25 April 2013

This is not a very happy post for my first one back in a really long time. But today my heart was broken a little bit more than it ever has been, and I needed to write about it. This post is not for the faint of heart; I am going to be brutally honest about my feelings and what I saw. On the other hand, maybe you've had all these thoughts and feelings, too. It might even seem trite to some.

I've followed the on-going Kermit Gosnell case at a safe distance meaning, I know about it and feel the horror of it, and of the media refusing to make it national news, but I cannot bring myself to always read what does come out about it, because of how sickening the whole thing is.  I do read some, because I feel that the babies who were killed deserve to be known about and remembered. I avoid the more graphic things because I already feel sick at the vague, foggy idea of ending a baby's life, without the graphic details that I can all too easily imagine.

Today is the day that I saw a too-graphic picture and got sucked in.  I looked at their faces, their cold, little unnamed faces lying in the trash. I saw the close-up of the neck wound that killed them after they were born alive. I read that one mother watched while her baby was killed that way. I am sure it was the most shocking and wrenching moment of her life. I am sure nobody told her an abortion would be like that. I am sure she was told it would be safe and harmless, and that she was only having a mass of tissue removed. Her baby, like the others, turned out to be a real baby, and struggled to survive until the cruel moment when the nurse ended it's little life. On it's birth-day.

The torture that must drive any woman to abort her baby must be nothing compared to the torture afterwards, especially for that mother I read about.  The hurt I felt just reading about it was so overwhelming, and I have not walked in her shoes or had the life she had that must have made her feel that there was no other option for her baby.

The babies, though. I could not go on with my day after seeing their little bodies and faces and realizing, not for the first time, but somehow more painfully than usual, that they had no names, nobody knew who they were, ever. I could only sit on the living room floor sobbing for them, that they had such a terrible end when they should have been welcomed, named, warmed and bathed and loved.  One baby boy looked so cold and lonely, especially.  I couldn't think how to get up off the floor and stop crying for him, for all of them.

Finally I just asked God if he would fix it. He is God, who else could you ask? Who else would know what to do? I don't know what He'll do, but I do know that He is planning to do something.  Someday He will put everything right. (See the whole book of Isaiah.) I find comfort in knowing that he is so kind that he even notices when a sparrow falls out of the sky, (Matthew 10:29) that he puts each one of our tears in a bottle. (Psalm 56:8) I guess he also puts each of those babies' tears into their own little bottle, too.

I saw this picture of my little baby boy, and I wanted all of the aborted babies to just be taken care of like he is in this picture- soft, warm, relaxed, comforted and loved- all of the things that they're not when they die.


But then I thought that actually, God loves them. He loves them all the time. He is much more heart-broken about their deaths than I could ever be, and I think that after they die, as cruel as that is, that He takes them and warms them, and gives them their own name that only He knows, and has known from before the beginning of time. (Revelation 2:17-- I'm not sure if that verse can be applied here, but maybe it can.) And He knows them, He knows who they are and who they were meant to be. Maybe He even gives them birthday parties. I do not have Scriptural basis for that last one, but for most of these ideas, I think there is.

I know there are many other tragedies in the world, and many hearts more broken than mine. This one hit me today even though it is something that I've cared about my whole life, and I just needed to share it. I do pray for everyone involved in the atrocity of abortion, from those who carry it out, to those who are hurt by it, to those who are trying to help.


From the data that follows, report how many lines hold the string "buecherei", giving only the number.

>>>

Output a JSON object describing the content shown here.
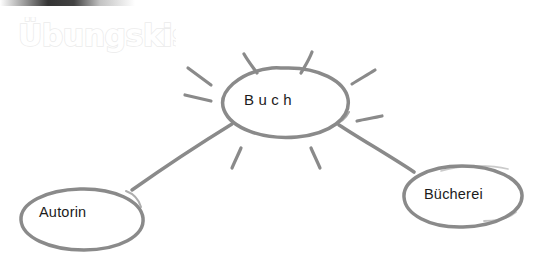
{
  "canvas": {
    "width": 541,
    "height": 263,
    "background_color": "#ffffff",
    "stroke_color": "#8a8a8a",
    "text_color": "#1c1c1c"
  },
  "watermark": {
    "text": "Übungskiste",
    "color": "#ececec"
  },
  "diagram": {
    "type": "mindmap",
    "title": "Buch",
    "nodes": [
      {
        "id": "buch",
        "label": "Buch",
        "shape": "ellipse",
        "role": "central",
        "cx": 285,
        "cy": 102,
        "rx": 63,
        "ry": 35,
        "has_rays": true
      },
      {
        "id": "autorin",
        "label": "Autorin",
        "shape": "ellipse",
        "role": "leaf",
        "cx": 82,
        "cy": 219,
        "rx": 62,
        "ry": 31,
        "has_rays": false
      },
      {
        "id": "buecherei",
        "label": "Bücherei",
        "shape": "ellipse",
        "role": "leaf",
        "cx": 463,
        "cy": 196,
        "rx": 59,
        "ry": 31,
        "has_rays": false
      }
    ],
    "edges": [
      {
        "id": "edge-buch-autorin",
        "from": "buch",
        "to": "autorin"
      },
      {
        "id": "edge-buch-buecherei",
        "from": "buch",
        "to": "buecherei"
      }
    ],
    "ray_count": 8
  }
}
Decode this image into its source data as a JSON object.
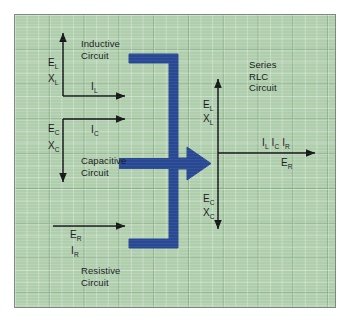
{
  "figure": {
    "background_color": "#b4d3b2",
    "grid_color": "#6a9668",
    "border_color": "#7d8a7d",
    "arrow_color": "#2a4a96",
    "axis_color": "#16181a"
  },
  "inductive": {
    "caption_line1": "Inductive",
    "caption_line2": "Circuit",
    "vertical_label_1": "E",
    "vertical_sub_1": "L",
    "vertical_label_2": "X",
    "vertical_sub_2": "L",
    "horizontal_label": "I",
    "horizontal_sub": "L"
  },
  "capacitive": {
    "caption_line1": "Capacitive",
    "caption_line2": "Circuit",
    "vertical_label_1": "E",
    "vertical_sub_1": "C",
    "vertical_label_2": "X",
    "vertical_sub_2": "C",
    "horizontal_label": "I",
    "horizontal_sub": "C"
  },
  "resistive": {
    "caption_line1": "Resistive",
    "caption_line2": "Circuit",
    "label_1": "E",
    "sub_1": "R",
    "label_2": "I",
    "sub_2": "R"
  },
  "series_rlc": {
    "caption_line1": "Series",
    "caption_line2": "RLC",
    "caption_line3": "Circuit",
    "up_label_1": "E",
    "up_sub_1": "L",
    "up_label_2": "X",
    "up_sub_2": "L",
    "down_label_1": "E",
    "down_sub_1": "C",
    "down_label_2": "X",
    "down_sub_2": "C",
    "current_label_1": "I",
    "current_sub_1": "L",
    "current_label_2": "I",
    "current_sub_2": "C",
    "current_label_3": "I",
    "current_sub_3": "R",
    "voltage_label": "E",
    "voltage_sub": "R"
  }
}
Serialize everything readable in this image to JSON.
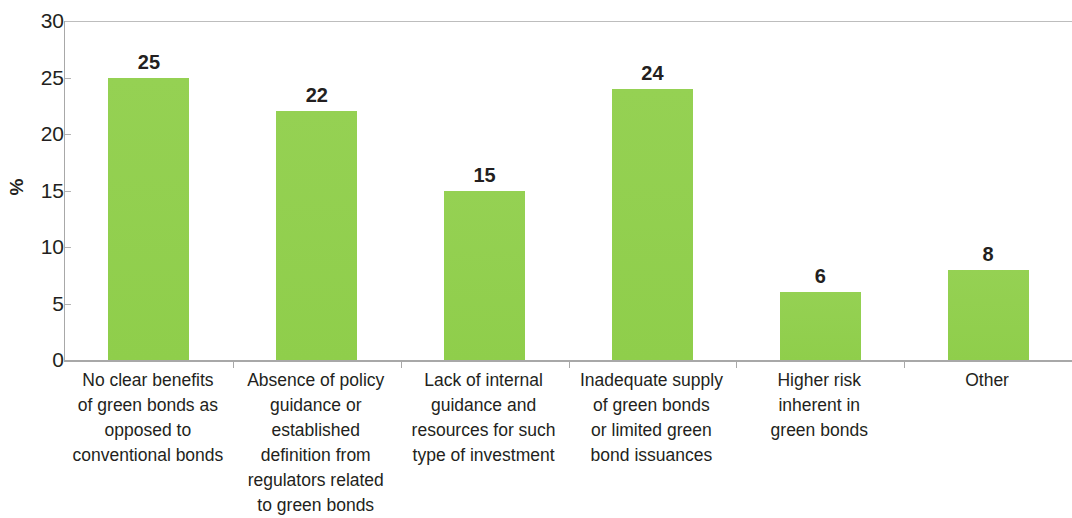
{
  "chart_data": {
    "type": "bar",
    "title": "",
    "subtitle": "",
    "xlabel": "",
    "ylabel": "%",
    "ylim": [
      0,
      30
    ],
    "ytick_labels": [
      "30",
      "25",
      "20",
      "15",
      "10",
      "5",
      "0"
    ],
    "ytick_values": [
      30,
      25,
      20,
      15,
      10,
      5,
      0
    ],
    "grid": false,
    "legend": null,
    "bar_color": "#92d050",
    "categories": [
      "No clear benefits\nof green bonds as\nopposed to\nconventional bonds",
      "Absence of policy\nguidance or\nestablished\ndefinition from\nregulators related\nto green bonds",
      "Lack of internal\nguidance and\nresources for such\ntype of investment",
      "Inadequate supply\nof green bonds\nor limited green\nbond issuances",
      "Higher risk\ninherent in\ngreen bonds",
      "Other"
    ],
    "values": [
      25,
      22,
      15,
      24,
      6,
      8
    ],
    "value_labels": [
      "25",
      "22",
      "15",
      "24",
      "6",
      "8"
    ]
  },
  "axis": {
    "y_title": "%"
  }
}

<<<

**Your response**
3